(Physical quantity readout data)

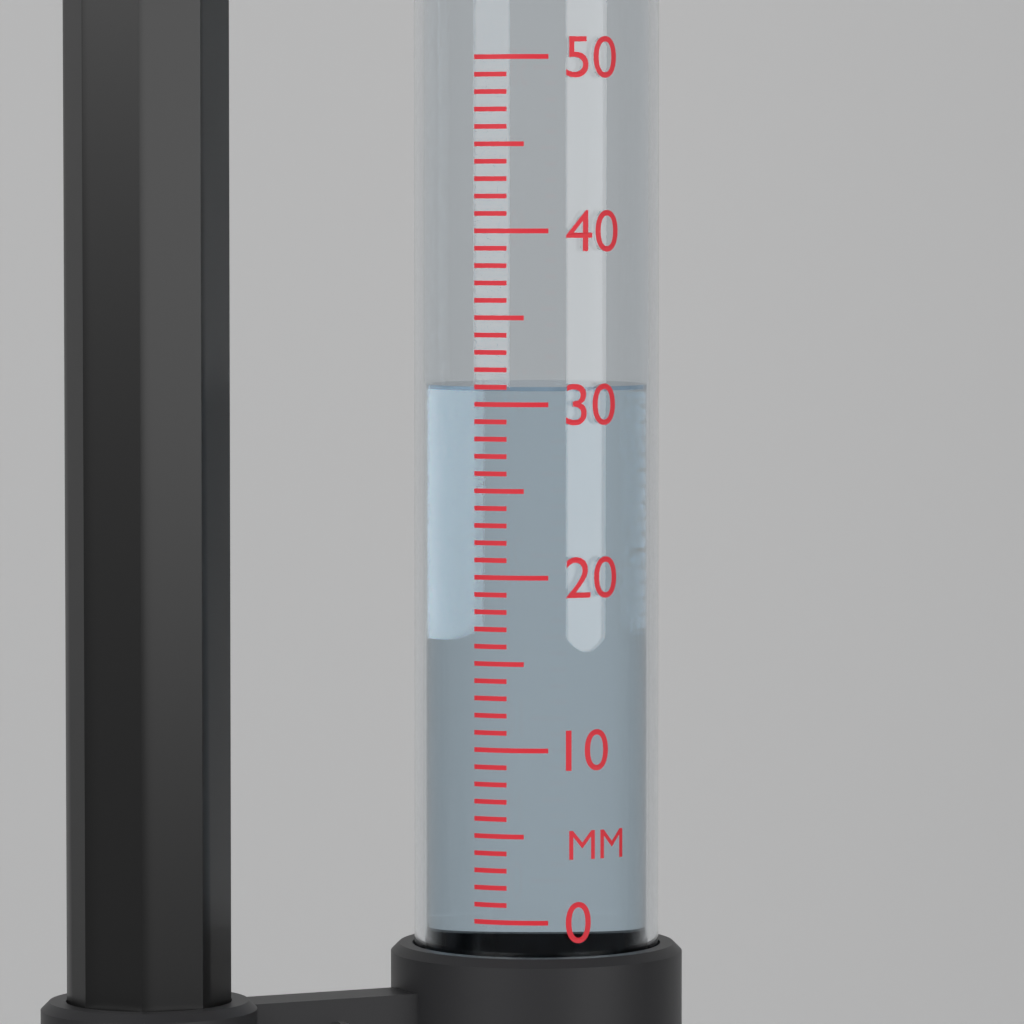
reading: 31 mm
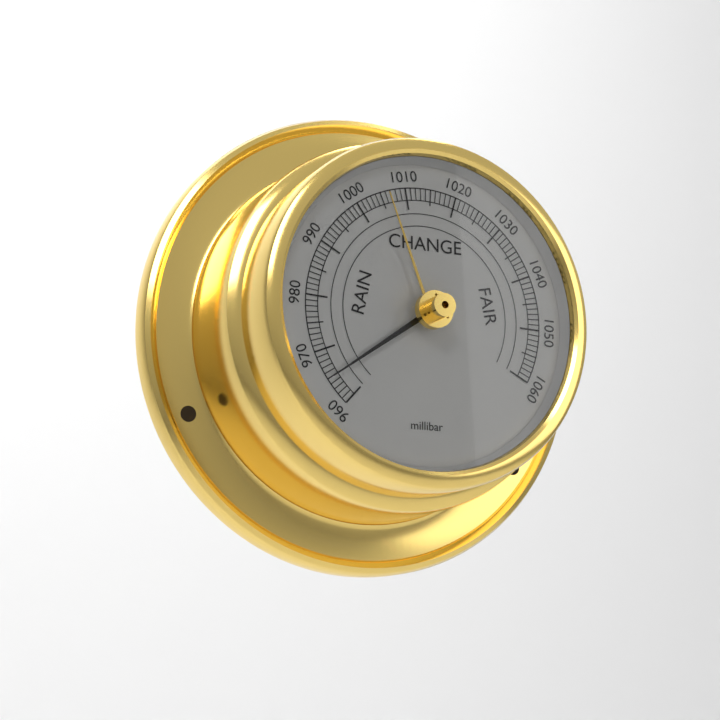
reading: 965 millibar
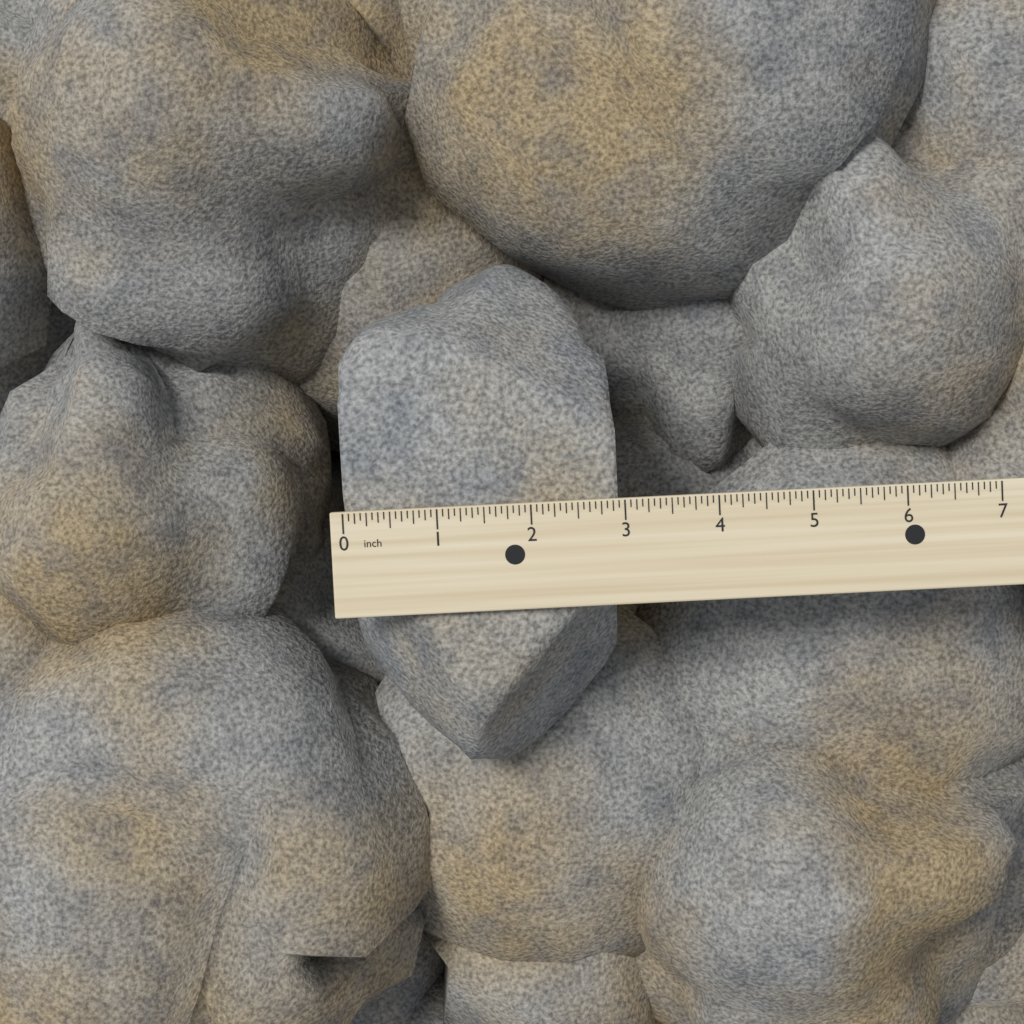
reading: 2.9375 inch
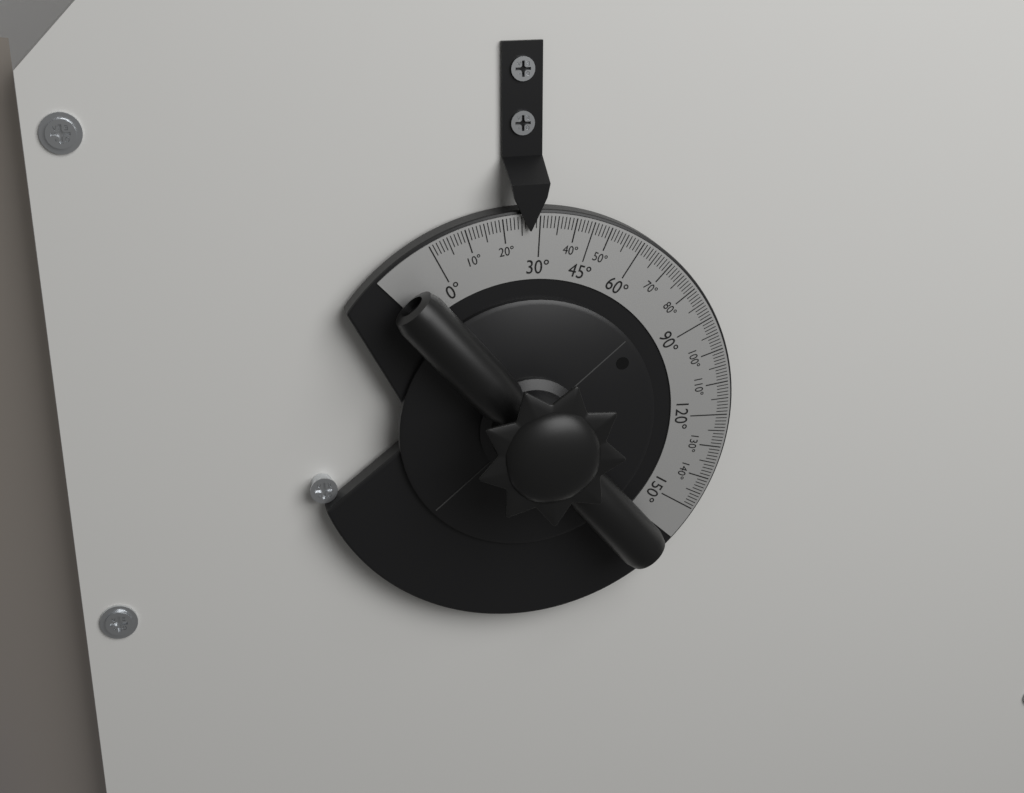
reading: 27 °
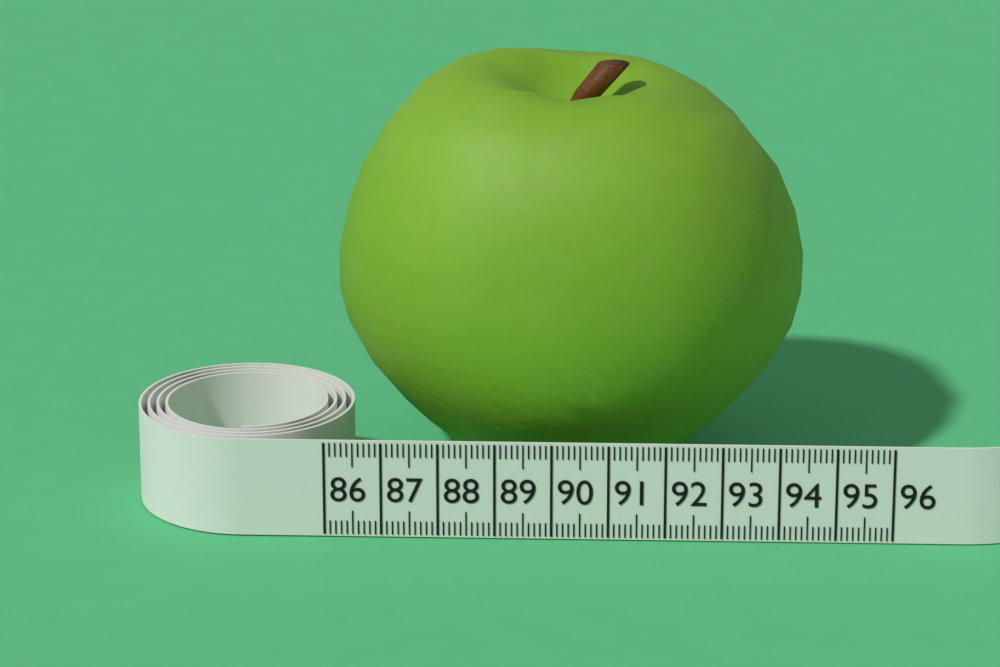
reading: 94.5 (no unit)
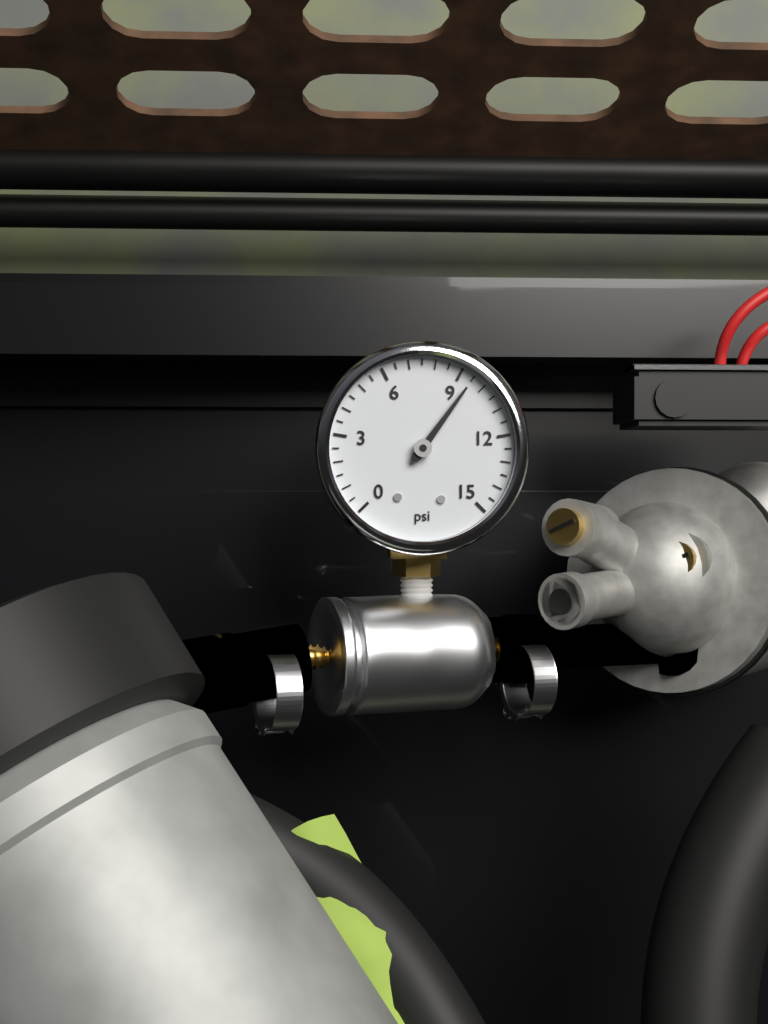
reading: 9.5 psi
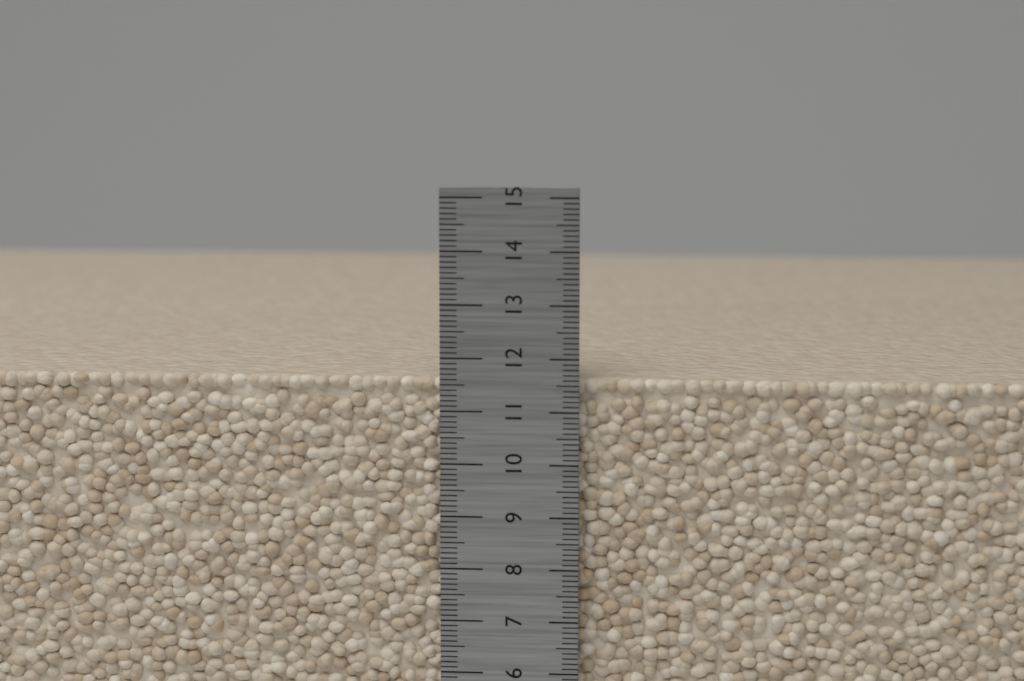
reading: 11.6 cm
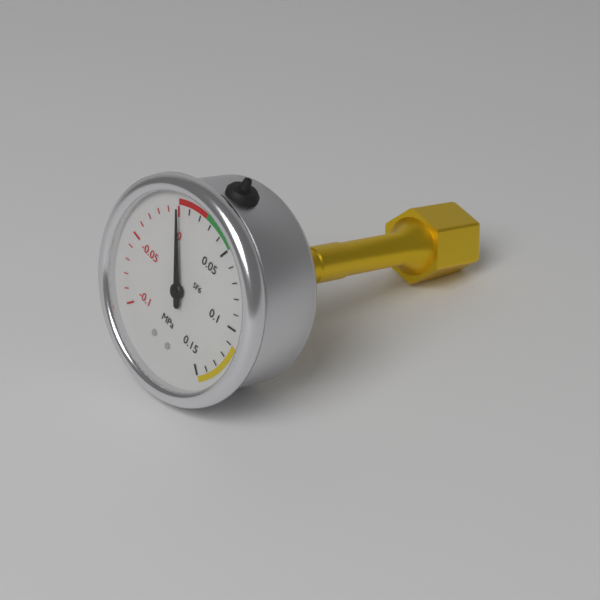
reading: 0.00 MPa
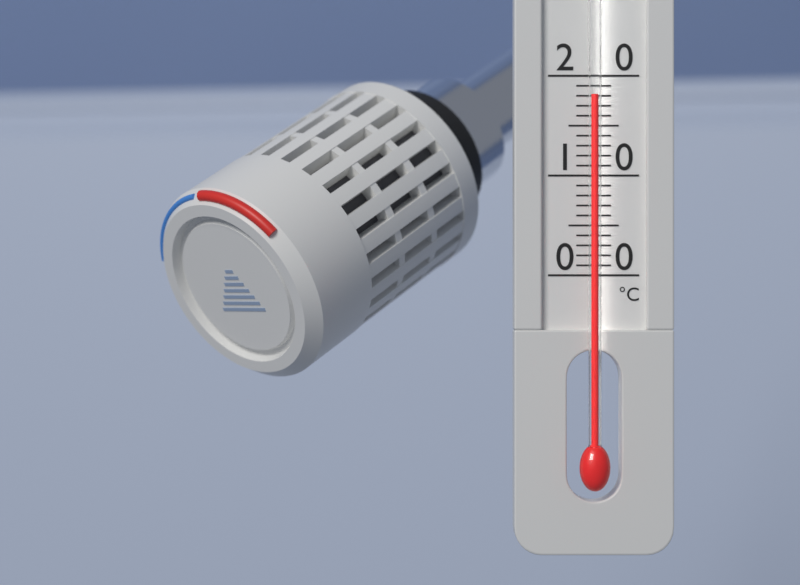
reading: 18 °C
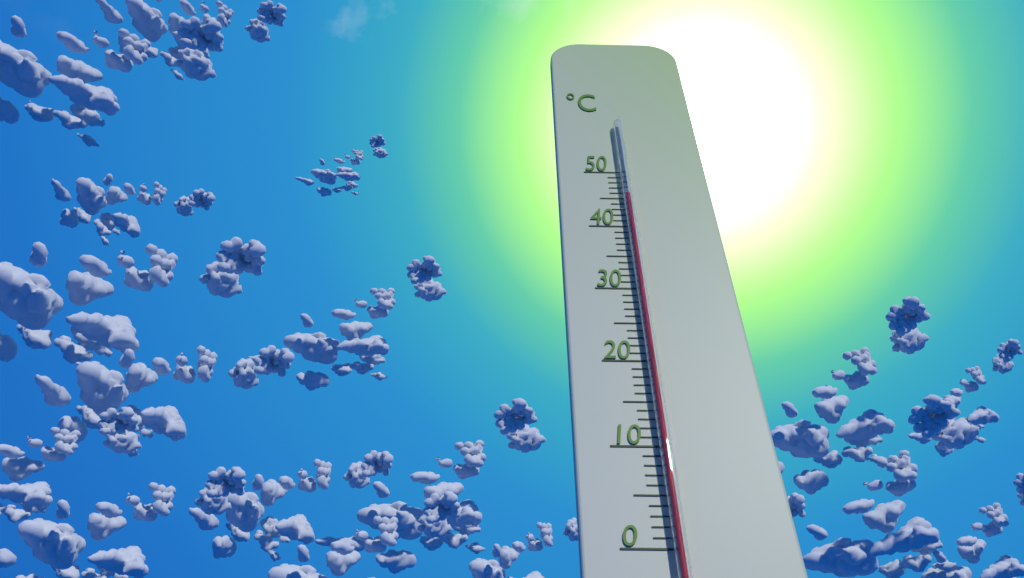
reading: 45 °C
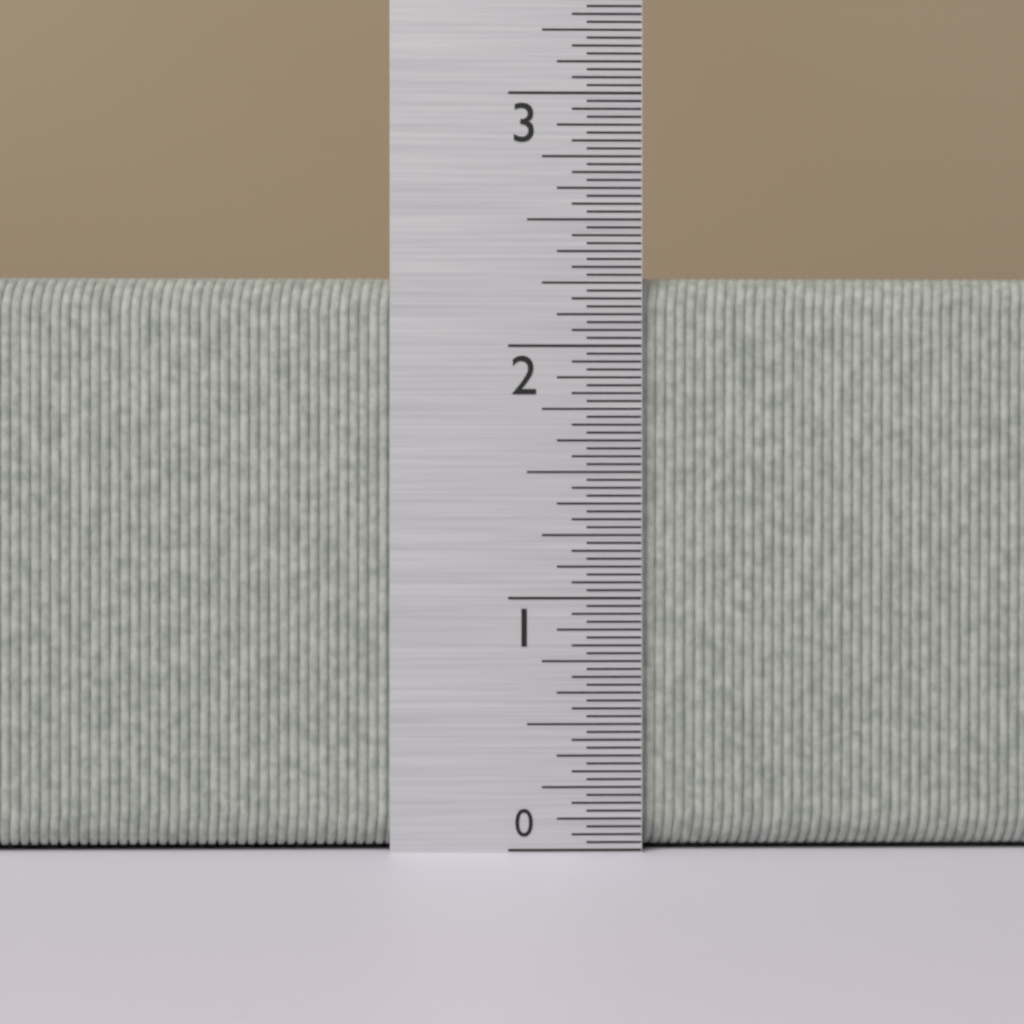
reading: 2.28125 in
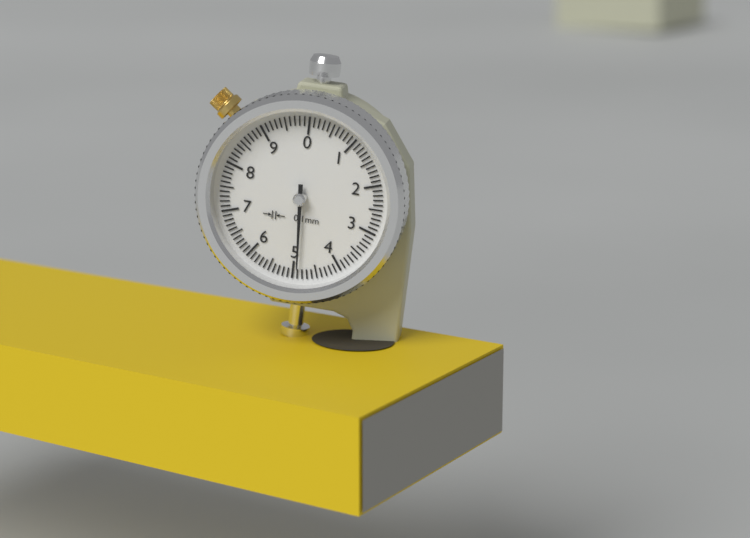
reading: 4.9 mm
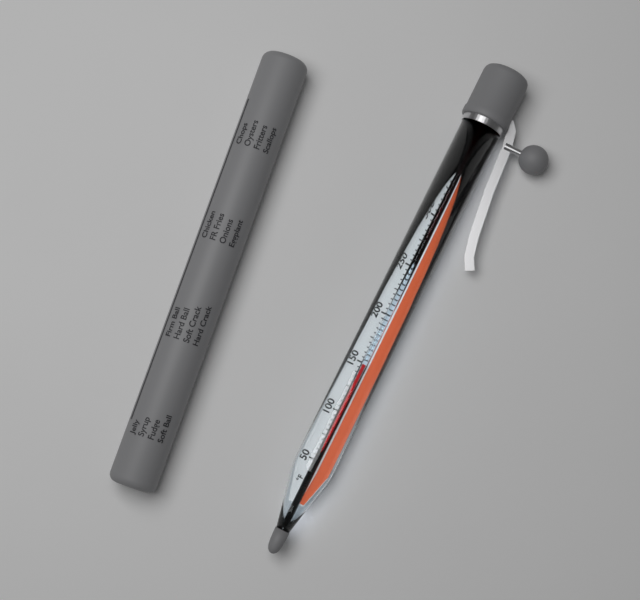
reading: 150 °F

**EXERCISE**
Return the lines above exactly; the images are not part of the copy.

**COMPLETED EXERCISE**
reading: 31 mm
reading: 965 millibar
reading: 2.9375 inch
reading: 27 °
reading: 94.5 (no unit)
reading: 9.5 psi
reading: 11.6 cm
reading: 0.00 MPa
reading: 18 °C
reading: 45 °C
reading: 2.28125 in
reading: 4.9 mm
reading: 150 °F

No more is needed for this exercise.